The Hourly Rate Is the Starting Point, Not the Final Number
When a charter operator or broker quotes you $4,000 per flight hour for a Citation XLS, that figure represents the occupied flight time rate: the cost per hour from takeoff at your departure airport to touchdown at your destination. It is the base layer of a multi-component pricing structure that typically increases the total cost by 60-120% above the simple hourly calculation. A 2-hour flight at $4,000 per hour is $8,000 in flight time. The actual invoice will land between $11,000 and $17,000 depending on positioning, taxes, fees, and incidentals.
Understanding each pricing component eliminates surprise at the invoice stage and gives you leverage to negotiate where flexibility exists. Some components are fixed (taxes). Some are variable (positioning). Some are avoidable (certain FBO fees). This breakdown covers every line item you will encounter on a charter invoice.
Component 1: Positioning (Deadhead) Fees
Positioning is the largest non-obvious cost in charter pricing. If the aircraft is based in Houston and your trip departs from Dallas, the operator must fly the jet empty from Houston to Dallas to pick you up. That empty flight costs nearly as much as an occupied flight: same fuel, same crew time, same engine wear. Operators charge positioning at 75-100% of the occupied hourly rate.
On a typical one-way charter, positioning accounts for 30-45% of the total cost. A New York to Miami flight on a midsize jet costs approximately $12,000-$15,000 in occupied flight time. If the aircraft must reposition 2 hours from its base, add $6,000-$8,000 in positioning. The $12,000 trip becomes $18,000-$23,000 before taxes and fees. Round-trip bookings dramatically reduce this: the operator positions once and returns to base after your return leg, eliminating one positioning segment.
How to Minimize Positioning Costs
- Book round-trip: Eliminates one positioning leg, saving 15-25% on total trip cost
- Be flexible on departure airport: If the aircraft is based at a nearby airport, departing from there eliminates positioning entirely
- Ask about empty legs: Aircraft already positioning to your area for another client may be available at 40-60% discount
- Book with operators based near your departure city: Local operators have zero positioning cost
Component 2: Federal Excise Tax and Segment Fees
The IRS imposes a 7.5% Federal Excise Tax (FET) on all air transportation of persons. This applies to charter flights the same way it applies to commercial airline tickets. On a $20,000 charter, FET adds $1,500. There is no exemption for private aviation; every domestic charter flight is subject to FET unless the aircraft is operated under Part 91 (owner-operated, not charter).
Additionally, each passenger pays a $4.80 segment fee per departure. For a group of 8 passengers on a one-way flight, that adds $38.40. On a round trip, $76.80. These fees are small individually but required on the invoice. International flights add departure and arrival taxes ($21.10 and $19.70 respectively) and customs/immigration handling fees that vary by airport of entry.
Component 3: Fuel Surcharges
Most charter operators include fuel in the hourly rate, priced at a baseline Jet-A cost (typically $5.50-$6.00 per gallon). When actual fuel prices exceed the baseline, operators add a fuel surcharge. In 2026, with Jet-A averaging $6.20-$7.50 per gallon depending on region, fuel surcharges of $200-$600 per flight hour are common. Some operators have eliminated the baseline system entirely and pass through actual fuel cost as a separate line item.
Fuel surcharges are variable and negotiable in some cases. Operators who locked in fuel contracts at lower prices may waive surcharges. Operators with high-volume fuel purchase agreements at specific FBOs can offer lower effective fuel costs on routes that stop at those facilities. Asking whether fuel is included in the quoted rate, or whether a surcharge applies, is essential during the booking process.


- [EXERCISE]
Copy whichever lines of the data hold the word "unit".

- [Data entries for graphics]
☆ ☆ ☆

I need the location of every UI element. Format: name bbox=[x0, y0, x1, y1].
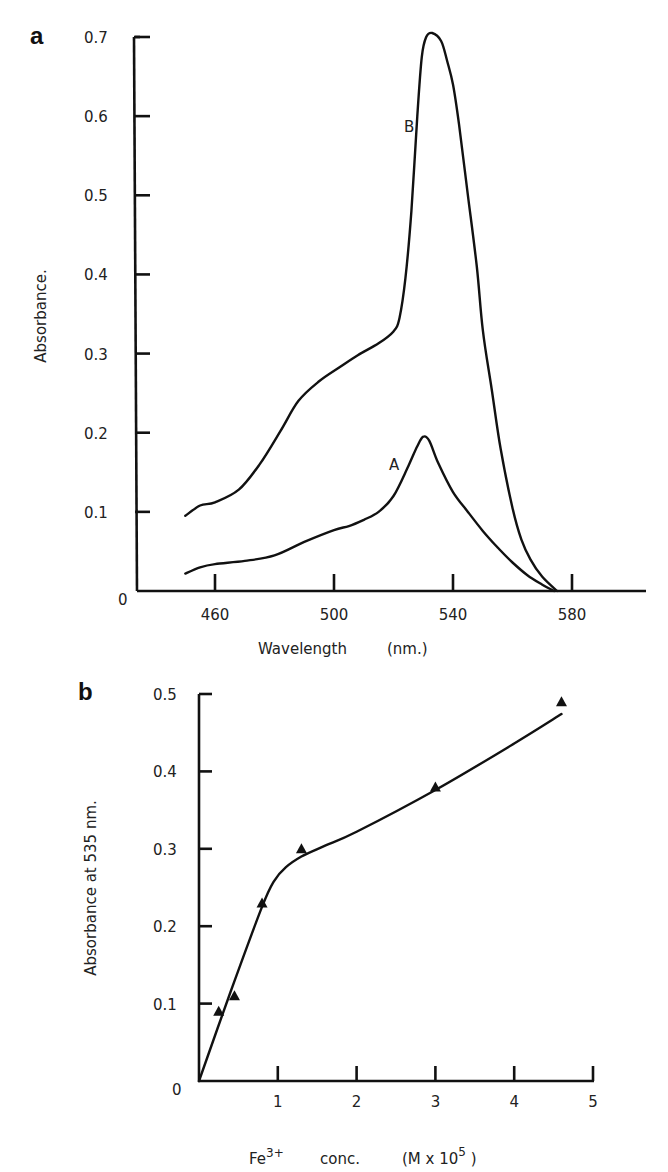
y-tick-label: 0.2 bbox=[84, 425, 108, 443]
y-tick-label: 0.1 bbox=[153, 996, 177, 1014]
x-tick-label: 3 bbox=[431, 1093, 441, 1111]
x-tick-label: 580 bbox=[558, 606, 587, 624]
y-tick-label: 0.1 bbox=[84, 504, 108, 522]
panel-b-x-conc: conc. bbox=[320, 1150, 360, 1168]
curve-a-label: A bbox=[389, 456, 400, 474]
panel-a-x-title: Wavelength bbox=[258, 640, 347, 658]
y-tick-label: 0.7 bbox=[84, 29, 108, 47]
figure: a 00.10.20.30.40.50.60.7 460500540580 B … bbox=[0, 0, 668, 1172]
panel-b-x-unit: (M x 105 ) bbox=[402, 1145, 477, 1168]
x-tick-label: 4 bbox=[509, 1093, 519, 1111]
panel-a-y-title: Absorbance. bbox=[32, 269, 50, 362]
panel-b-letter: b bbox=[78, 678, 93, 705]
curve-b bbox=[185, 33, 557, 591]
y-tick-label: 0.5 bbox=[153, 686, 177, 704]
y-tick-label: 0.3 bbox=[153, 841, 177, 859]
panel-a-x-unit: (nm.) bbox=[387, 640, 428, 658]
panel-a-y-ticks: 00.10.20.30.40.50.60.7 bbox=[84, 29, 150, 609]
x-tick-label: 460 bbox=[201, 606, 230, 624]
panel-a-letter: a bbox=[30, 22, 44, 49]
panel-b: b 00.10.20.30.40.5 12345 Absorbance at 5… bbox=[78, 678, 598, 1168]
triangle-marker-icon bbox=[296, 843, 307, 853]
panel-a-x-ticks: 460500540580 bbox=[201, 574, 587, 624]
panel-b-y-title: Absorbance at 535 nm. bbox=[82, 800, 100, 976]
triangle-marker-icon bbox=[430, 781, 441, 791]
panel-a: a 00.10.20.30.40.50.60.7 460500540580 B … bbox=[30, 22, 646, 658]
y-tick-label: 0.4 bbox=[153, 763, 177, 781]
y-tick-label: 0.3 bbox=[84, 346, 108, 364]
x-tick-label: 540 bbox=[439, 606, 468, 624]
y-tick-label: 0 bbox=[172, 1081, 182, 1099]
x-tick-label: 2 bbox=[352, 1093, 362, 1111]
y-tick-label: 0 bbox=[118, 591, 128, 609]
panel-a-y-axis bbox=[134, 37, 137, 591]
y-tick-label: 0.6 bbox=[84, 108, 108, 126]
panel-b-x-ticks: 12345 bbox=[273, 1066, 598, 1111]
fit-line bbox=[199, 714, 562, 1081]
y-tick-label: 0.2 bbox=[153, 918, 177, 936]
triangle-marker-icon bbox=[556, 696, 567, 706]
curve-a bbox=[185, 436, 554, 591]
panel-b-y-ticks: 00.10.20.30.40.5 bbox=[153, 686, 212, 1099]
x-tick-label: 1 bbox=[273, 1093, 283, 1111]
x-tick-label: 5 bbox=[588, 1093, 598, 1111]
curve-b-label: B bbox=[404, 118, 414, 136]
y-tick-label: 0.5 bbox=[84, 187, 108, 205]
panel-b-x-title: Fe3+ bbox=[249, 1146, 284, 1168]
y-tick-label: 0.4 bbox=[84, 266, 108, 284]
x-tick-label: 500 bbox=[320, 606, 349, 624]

☆ ☆ ☆

- [TASK OUTPUT]
panel-b-x-unit: (M x 105 ) bbox=[402, 1145, 477, 1168]
panel-a-x-unit: (nm.) bbox=[387, 640, 428, 658]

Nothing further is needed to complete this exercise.